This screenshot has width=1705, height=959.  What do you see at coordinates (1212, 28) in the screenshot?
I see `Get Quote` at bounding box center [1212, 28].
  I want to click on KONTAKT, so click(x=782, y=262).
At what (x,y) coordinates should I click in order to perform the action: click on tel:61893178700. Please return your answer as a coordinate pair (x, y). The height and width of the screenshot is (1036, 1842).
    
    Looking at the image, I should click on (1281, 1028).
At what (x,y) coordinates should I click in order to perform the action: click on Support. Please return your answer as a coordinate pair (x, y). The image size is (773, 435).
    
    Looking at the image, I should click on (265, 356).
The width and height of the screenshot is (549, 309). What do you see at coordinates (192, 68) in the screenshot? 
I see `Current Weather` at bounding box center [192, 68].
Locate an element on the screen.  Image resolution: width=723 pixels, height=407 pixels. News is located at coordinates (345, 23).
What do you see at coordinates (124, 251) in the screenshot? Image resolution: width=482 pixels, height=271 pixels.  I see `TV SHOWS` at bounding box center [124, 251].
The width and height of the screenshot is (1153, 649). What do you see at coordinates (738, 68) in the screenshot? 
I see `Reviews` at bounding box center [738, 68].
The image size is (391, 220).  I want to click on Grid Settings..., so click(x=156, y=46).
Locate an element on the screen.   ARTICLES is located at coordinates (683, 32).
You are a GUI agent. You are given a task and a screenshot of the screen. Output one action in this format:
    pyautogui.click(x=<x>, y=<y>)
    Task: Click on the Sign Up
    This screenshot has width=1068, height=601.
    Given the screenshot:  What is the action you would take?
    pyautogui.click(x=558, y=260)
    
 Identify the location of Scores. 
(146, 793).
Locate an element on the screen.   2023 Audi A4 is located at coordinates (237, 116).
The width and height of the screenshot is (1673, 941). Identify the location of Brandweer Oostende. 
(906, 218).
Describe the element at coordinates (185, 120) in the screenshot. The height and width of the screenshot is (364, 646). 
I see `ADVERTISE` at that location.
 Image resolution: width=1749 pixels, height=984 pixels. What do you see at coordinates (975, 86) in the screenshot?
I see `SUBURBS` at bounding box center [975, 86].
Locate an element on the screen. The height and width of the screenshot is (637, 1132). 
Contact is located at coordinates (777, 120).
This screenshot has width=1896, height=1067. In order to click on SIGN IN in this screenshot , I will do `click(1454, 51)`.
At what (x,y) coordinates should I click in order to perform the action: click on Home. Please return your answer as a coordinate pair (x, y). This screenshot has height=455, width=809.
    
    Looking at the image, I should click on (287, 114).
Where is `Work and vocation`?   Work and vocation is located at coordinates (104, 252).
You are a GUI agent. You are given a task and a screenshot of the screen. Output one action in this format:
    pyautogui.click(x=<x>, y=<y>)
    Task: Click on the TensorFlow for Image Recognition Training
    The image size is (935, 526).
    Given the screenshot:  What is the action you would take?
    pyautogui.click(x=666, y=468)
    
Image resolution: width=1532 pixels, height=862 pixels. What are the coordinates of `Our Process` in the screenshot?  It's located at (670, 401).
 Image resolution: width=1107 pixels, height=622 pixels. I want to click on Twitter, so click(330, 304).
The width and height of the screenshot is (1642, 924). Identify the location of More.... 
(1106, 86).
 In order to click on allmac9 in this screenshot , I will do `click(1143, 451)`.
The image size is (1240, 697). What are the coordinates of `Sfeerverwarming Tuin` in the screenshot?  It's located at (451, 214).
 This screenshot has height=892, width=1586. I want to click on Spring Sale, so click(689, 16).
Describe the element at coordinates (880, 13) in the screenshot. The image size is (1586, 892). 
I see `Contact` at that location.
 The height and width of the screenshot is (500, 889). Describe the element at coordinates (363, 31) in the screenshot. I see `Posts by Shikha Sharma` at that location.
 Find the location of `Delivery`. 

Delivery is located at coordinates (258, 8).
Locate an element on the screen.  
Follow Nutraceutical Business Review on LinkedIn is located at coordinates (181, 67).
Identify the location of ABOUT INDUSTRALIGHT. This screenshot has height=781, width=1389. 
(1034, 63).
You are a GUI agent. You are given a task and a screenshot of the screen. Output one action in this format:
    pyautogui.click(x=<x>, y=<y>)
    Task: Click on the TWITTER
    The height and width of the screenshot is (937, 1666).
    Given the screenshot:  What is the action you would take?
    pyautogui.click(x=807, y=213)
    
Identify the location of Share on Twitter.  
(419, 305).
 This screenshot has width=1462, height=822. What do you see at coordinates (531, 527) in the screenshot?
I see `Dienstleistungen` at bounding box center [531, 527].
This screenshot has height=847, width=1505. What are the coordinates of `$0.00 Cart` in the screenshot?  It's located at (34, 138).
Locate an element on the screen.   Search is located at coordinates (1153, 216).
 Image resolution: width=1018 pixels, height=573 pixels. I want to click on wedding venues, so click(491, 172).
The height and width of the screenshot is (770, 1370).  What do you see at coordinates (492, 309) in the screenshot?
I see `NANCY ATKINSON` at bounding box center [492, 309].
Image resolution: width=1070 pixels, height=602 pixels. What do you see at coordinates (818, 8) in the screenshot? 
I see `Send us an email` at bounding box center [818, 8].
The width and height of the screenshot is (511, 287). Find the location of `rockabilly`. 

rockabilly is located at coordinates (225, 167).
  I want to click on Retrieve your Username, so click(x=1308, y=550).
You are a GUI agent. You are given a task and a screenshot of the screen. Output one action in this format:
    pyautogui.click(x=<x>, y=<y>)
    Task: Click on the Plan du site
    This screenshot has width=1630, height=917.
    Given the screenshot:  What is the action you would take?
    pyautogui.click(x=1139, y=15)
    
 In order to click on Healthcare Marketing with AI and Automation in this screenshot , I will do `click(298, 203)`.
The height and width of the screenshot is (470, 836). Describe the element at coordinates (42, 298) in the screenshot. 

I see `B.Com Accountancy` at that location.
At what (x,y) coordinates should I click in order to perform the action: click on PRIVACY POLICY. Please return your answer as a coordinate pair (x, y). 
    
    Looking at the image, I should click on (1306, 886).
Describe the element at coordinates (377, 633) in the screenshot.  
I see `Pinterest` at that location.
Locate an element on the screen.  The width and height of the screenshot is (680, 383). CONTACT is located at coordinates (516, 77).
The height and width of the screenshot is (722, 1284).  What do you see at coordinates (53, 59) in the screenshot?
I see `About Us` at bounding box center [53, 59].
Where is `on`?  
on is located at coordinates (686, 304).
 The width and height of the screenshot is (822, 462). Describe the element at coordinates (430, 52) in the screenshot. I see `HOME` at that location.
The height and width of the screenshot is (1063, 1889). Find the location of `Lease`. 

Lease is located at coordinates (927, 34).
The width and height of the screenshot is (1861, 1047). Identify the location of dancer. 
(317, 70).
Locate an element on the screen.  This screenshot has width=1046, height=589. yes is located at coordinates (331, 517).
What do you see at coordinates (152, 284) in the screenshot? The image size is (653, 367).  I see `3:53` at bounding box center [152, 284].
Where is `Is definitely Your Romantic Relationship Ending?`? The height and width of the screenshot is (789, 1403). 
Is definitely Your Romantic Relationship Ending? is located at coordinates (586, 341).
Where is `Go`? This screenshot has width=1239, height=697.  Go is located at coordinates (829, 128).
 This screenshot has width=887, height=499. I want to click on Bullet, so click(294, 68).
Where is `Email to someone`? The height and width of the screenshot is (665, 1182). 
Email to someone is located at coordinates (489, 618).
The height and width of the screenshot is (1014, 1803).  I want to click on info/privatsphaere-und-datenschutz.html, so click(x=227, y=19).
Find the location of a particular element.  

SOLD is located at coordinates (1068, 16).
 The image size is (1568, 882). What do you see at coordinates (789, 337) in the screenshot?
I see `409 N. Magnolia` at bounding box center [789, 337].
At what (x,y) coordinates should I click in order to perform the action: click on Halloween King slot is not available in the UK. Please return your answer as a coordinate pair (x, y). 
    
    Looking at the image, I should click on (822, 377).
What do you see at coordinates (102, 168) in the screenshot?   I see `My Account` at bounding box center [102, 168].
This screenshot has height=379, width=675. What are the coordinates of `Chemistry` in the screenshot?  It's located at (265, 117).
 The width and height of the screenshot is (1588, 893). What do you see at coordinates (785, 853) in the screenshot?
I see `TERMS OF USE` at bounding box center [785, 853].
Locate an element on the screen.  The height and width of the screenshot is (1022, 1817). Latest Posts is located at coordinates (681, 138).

• • •

* **EXERCISE**:
The answer should be exactly the lines from the one that contains "Find the location of a particular element." through the end of the entries, both ends included, and nothing besides.

* **ANSWER SECTION**:
Find the location of a particular element.  

SOLD is located at coordinates (1068, 16).
 The image size is (1568, 882). What do you see at coordinates (789, 337) in the screenshot?
I see `409 N. Magnolia` at bounding box center [789, 337].
At what (x,y) coordinates should I click in order to perform the action: click on Halloween King slot is not available in the UK. Please return your answer as a coordinate pair (x, y). 
    
    Looking at the image, I should click on (822, 377).
What do you see at coordinates (102, 168) in the screenshot?   I see `My Account` at bounding box center [102, 168].
This screenshot has height=379, width=675. What are the coordinates of `Chemistry` in the screenshot?  It's located at (265, 117).
 The width and height of the screenshot is (1588, 893). What do you see at coordinates (785, 853) in the screenshot?
I see `TERMS OF USE` at bounding box center [785, 853].
Locate an element on the screen.  The height and width of the screenshot is (1022, 1817). Latest Posts is located at coordinates (681, 138).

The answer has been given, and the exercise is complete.